In the benchmarks at The Great Computer Language Shootout [1], Python+Psyco is about 5x faster than PHP. It is within 1/10x the speed of C/gcc for most benchmarks. (The worst case, n-body simulation, is 85 times slower than C. However, I tried a trivial optimization for the inner loop and it got twice as fast :-)
I did a small benchmark based on fibonacci(40) recently- Java 1.5 won with 3.95 seconds over C with 4.1 seconds, python/psyco took 9.3 seconds, php 1.5 with eaccelerator didn't finish within two minutes. The Java number is probably the result of some clever caching of previous results within the JVM.

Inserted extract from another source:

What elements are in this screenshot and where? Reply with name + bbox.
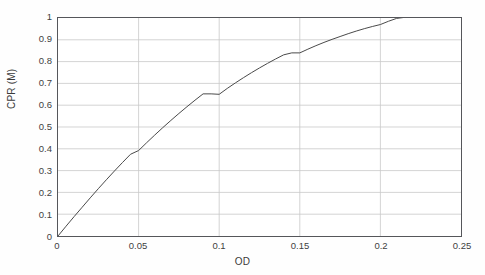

For what it's worth- i'd strongly support a MediaWiki rewrite in Python. I've played with Twisted recently which seems to be particularly well suited to the task of a distributed wiki system with many supported interfaces and protocols, a long-running process and better performance than LAMP. Even MoinMoin on Twisted beats MediaWiki: MediaWiki1.4/PHP5 4.7req/sec, MediaWiki1.4/PHP5/Eaccelerator: 16.2req/sec, Moin 1.3 on Twisted: 34.6req/sec. This is without any use of Psyco, Pyrex or Tisted's new c modules. A simple DB interface app using Nevow on Twisted does 230req/sec on my laptop.